When a client enters an AI engagement, they typically arrive in one of two ways. They know exactly what they want: a custom AI build, an automation, an agent. They’ve seen, read, or heard something. They have a spec in their head.

When a client enters an AI engagement, they typically arrive in one of two ways. They know exactly what they want: a custom AI build, an automation, an agent. They’ve seen, read, or heard something. They have a spec in their head.

Every industry will be transformed by AI. Some will evolve. Others will disappear. New ones will be built from scratch. That’s not a prediction. It’s already in progress. The only question that matters now isn’t whether AI will reshape your business. It’s what position you’ll hold when it does.

Most CEOs are playing AI like a defense game. Automate the reports. Trim the headcount. Speed up the support queue. Squeeze a few more points of margin out of the existing business. Check the AI box. Move on.

AI tools like Lovable, Bolt, Vercel, and Replit have done something remarkable: they’ve made software creation nearly frictionless. A founder with an idea and no engineering background can have a working app in twenty minutes. A competitor can replicate your core feature set by Friday afternoon.

I work with executives and founders on AI transformation. I sit in the boardrooms. I see the decks. I hear the talking points. And I’ve noticed a pattern: the more senior the room, the more comfortable everyone is with comfortable lies.
Not malicious lies. Comfortable ones. The kind you tell yourself when the alternative, actually confronting what’s happening, feels too disruptive, too uncertain, too threatening to the org chart you’ve spent years building.

There’s a question I left open in a previous post. I argued that the customer should always have a seat at the table, and that every decision should be traceable back to a specific human whose life it improves. And I meant it.

There’s a conversation happening in boardrooms right now that goes something like this:
“Are we using AI?”
“Yes, absolutely. The team has ChatGPT.”
And everyone nods. Box checked. Initiative launched. Disruption avoided.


→ Work to complete
Reproduce the listing that follows word for word, without its pictures.

─── Record set

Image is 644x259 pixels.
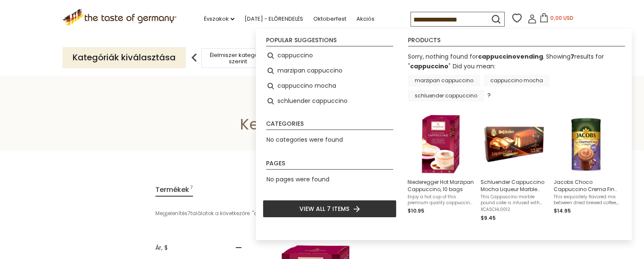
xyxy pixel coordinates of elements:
a: Termékek megtekintése fül [156,184,193,196]
font: Akciós [356,15,375,23]
a: schluender cappuccino [408,90,484,102]
font: [DATE] - ELŐRENDELÉS [245,15,303,23]
span: No pages were found [267,175,330,184]
span: XCASCHL0012 [481,207,547,213]
span: Schluender Cappuccino Mocha Liqueur Marble Cake 14 oz [481,179,547,193]
li: Niederegger Hot Marzipan Cappuccino, 10 bags [404,110,477,226]
span: Niederegger Hot Marzipan Cappuccino, 10 bags [407,179,474,193]
li: Schluender Cappuccino Mocha Liqueur Marble Cake 14 oz [477,110,550,226]
font: Évszakok [204,15,229,23]
b: cappuccinovending [478,52,543,61]
font: 7 [190,184,193,191]
span: $14.95 [554,207,571,215]
b: 7 [571,52,575,61]
font: 0,00 USD [550,14,573,22]
li: schluender cappuccino [262,94,396,109]
li: View all 7 items [262,200,396,218]
font: Keresési eredmények [240,114,405,135]
font: Oktoberfest [313,15,346,23]
img: előző nyíl [186,50,203,67]
font: találatok a következőre: " [190,210,254,217]
div: Did you mean: ? [408,62,554,100]
a: Schluender Cappuccino Mocha Liqueur Marble Cake 14 ozThis Cappuccino marble pound cake is infused... [481,114,547,222]
font: Termékek [156,185,189,194]
a: cappuccino mocha [484,75,550,86]
span: Jacobs Choco Cappuccino Crema Fino 500g [554,179,620,193]
span: $9.45 [481,215,496,222]
font: Kategóriák kiválasztása [73,52,175,63]
span: Sorry, nothing found for . [408,52,545,61]
li: cappuccino [262,48,396,63]
font: Élelmiszer kategória szerint [210,51,266,65]
div: Azonnali keresési eredmények [256,29,632,241]
span: $10.95 [407,207,424,215]
font: 7 [188,210,190,217]
span: No categories were found [267,135,343,144]
font: Ár [156,243,161,252]
a: Oktoberfest [313,14,346,24]
span: This Cappuccino marble pound cake is infused with Kahlua-type liquor which is destined to please ... [481,194,547,206]
li: Pages [266,160,393,170]
li: cappuccino mocha [262,79,396,94]
a: Akciós [356,14,375,24]
a: cappuccino [410,62,449,71]
a: marzipan cappuccino [408,75,480,86]
a: Niederegger Hot Marzipan Cappuccino, 10 bagsEnjoy a hot cup of this premium quality cappuccino dr... [407,114,474,222]
span: This exquisitely flavored mix between dried brewed coffee, milk and cocoa powder makes a tasty an... [554,194,620,206]
span: View all 7 items [299,205,350,213]
a: Élelmiszer kategória szerint [204,52,271,65]
li: Categories [266,121,393,130]
font: Megjelenítés [156,210,188,217]
a: Évszakok [204,14,235,24]
button: 0,00 USD [539,13,575,26]
img: Jacobs Choco Cappuccino [556,114,617,175]
span: Enjoy a hot cup of this premium quality cappuccino drink containig coffee, cocoa and milk powders... [407,194,474,206]
a: [DATE] - ELŐRENDELÉS [245,14,303,24]
li: Jacobs Choco Cappuccino Crema Fino 500g [550,110,624,226]
li: Popular suggestions [266,37,393,46]
li: marzipan cappuccino [262,63,396,79]
li: Products [408,37,625,46]
a: Jacobs Choco CappuccinoJacobs Choco Cappuccino Crema Fino 500gThis exquisitely flavored mix betwe... [554,114,620,222]
font: , $ [161,243,168,252]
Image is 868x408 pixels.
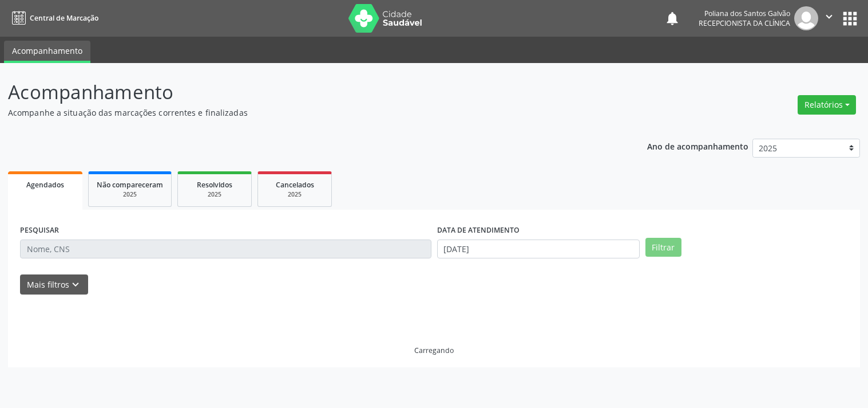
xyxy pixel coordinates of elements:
span: Não compareceram [97,180,163,189]
span: Cancelados [276,180,314,189]
div: Carregando [415,346,454,355]
button: Relatórios [798,95,856,114]
i: keyboard_arrow_down [69,278,82,291]
p: Ano de acompanhamento [647,139,749,153]
span: Agendados [26,180,64,189]
div: 2025 [186,190,243,199]
div: 2025 [266,190,323,199]
div: Poliana dos Santos Galvão [699,9,791,18]
img: img [794,6,818,31]
button: apps [840,9,860,29]
button: Filtrar [646,238,682,257]
label: PESQUISAR [20,222,59,240]
input: Selecione um intervalo [437,240,640,259]
button: Mais filtroskeyboard_arrow_down [20,275,88,294]
span: Recepcionista da clínica [699,18,791,28]
p: Acompanhamento [8,78,604,107]
button:  [818,6,840,31]
a: Acompanhamento [4,41,90,63]
p: Acompanhe a situação das marcações correntes e finalizadas [8,107,604,119]
label: DATA DE ATENDIMENTO [437,222,519,240]
span: Resolvidos [197,180,232,189]
a: Central de Marcação [8,9,98,27]
span: Central de Marcação [30,13,98,23]
i:  [823,10,836,23]
div: 2025 [97,190,163,199]
input: Nome, CNS [20,240,432,259]
button: notifications [665,10,681,26]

──────

→ Result of the task
Image is 644x259 pixels.
xyxy pixel coordinates of elements:
a: Termékek megtekintése fül [156,184,193,196]
font: Akciós [356,15,375,23]
a: schluender cappuccino [408,90,484,102]
font: [DATE] - ELŐRENDELÉS [245,15,303,23]
span: No pages were found [267,175,330,184]
span: XCASCHL0012 [481,207,547,213]
span: Schluender Cappuccino Mocha Liqueur Marble Cake 14 oz [481,179,547,193]
li: Niederegger Hot Marzipan Cappuccino, 10 bags [404,110,477,226]
span: Niederegger Hot Marzipan Cappuccino, 10 bags [407,179,474,193]
li: Schluender Cappuccino Mocha Liqueur Marble Cake 14 oz [477,110,550,226]
font: Évszakok [204,15,229,23]
b: cappuccinovending [478,52,543,61]
font: 7 [190,184,193,191]
span: $14.95 [554,207,571,215]
b: 7 [571,52,575,61]
font: 0,00 USD [550,14,573,22]
li: schluender cappuccino [262,94,396,109]
li: View all 7 items [262,200,396,218]
font: Keresési eredmények [240,114,405,135]
font: Oktoberfest [313,15,346,23]
img: előző nyíl [186,50,203,67]
font: találatok a következőre: " [190,210,254,217]
div: Did you mean: ? [408,62,554,100]
a: Schluender Cappuccino Mocha Liqueur Marble Cake 14 ozThis Cappuccino marble pound cake is infused... [481,114,547,222]
font: Termékek [156,185,189,194]
a: cappuccino mocha [484,75,550,86]
span: Jacobs Choco Cappuccino Crema Fino 500g [554,179,620,193]
span: $9.45 [481,215,496,222]
font: Kategóriák kiválasztása [73,52,175,63]
span: Sorry, nothing found for . [408,52,545,61]
li: cappuccino [262,48,396,63]
font: Élelmiszer kategória szerint [210,51,266,65]
div: Azonnali keresési eredmények [256,29,632,241]
span: $10.95 [407,207,424,215]
font: 7 [188,210,190,217]
span: No categories were found [267,135,343,144]
font: Ár [156,243,161,252]
a: Oktoberfest [313,14,346,24]
span: This Cappuccino marble pound cake is infused with Kahlua-type liquor which is destined to please ... [481,194,547,206]
li: Pages [266,160,393,170]
li: cappuccino mocha [262,79,396,94]
a: Akciós [356,14,375,24]
a: cappuccino [410,62,449,71]
a: marzipan cappuccino [408,75,480,86]
a: Niederegger Hot Marzipan Cappuccino, 10 bagsEnjoy a hot cup of this premium quality cappuccino dr... [407,114,474,222]
span: This exquisitely flavored mix between dried brewed coffee, milk and cocoa powder makes a tasty an... [554,194,620,206]
span: View all 7 items [299,205,350,213]
a: Élelmiszer kategória szerint [204,52,271,65]
li: Categories [266,121,393,130]
font: Megjelenítés [156,210,188,217]
a: Évszakok [204,14,235,24]
button: 0,00 USD [539,13,575,26]
img: Jacobs Choco Cappuccino [556,114,617,175]
span: Enjoy a hot cup of this premium quality cappuccino drink containig coffee, cocoa and milk powders... [407,194,474,206]
a: [DATE] - ELŐRENDELÉS [245,14,303,24]
li: Jacobs Choco Cappuccino Crema Fino 500g [550,110,624,226]
li: Popular suggestions [266,37,393,46]
li: marzipan cappuccino [262,63,396,79]
li: Products [408,37,625,46]
a: Jacobs Choco CappuccinoJacobs Choco Cappuccino Crema Fino 500gThis exquisitely flavored mix betwe... [554,114,620,222]
font: , $ [161,243,168,252]
Image is 868x408 pixels.
xyxy pixel coordinates of elements:
span: Não compareceram [97,180,163,189]
span: Cancelados [276,180,314,189]
div: Carregando [415,346,454,355]
button: Relatórios [798,95,856,114]
i: keyboard_arrow_down [69,278,82,291]
p: Ano de acompanhamento [647,139,749,153]
span: Agendados [26,180,64,189]
div: 2025 [186,190,243,199]
div: 2025 [266,190,323,199]
div: Poliana dos Santos Galvão [699,9,791,18]
img: img [794,6,818,31]
button: apps [840,9,860,29]
button: Filtrar [646,238,682,257]
label: PESQUISAR [20,222,59,240]
input: Selecione um intervalo [437,240,640,259]
button: Mais filtroskeyboard_arrow_down [20,275,88,294]
span: Recepcionista da clínica [699,18,791,28]
p: Acompanhamento [8,78,604,107]
button:  [818,6,840,31]
a: Acompanhamento [4,41,90,63]
p: Acompanhe a situação das marcações correntes e finalizadas [8,107,604,119]
label: DATA DE ATENDIMENTO [437,222,519,240]
span: Resolvidos [197,180,232,189]
a: Central de Marcação [8,9,98,27]
span: Central de Marcação [30,13,98,23]
i:  [823,10,836,23]
div: 2025 [97,190,163,199]
input: Nome, CNS [20,240,432,259]
button: notifications [665,10,681,26]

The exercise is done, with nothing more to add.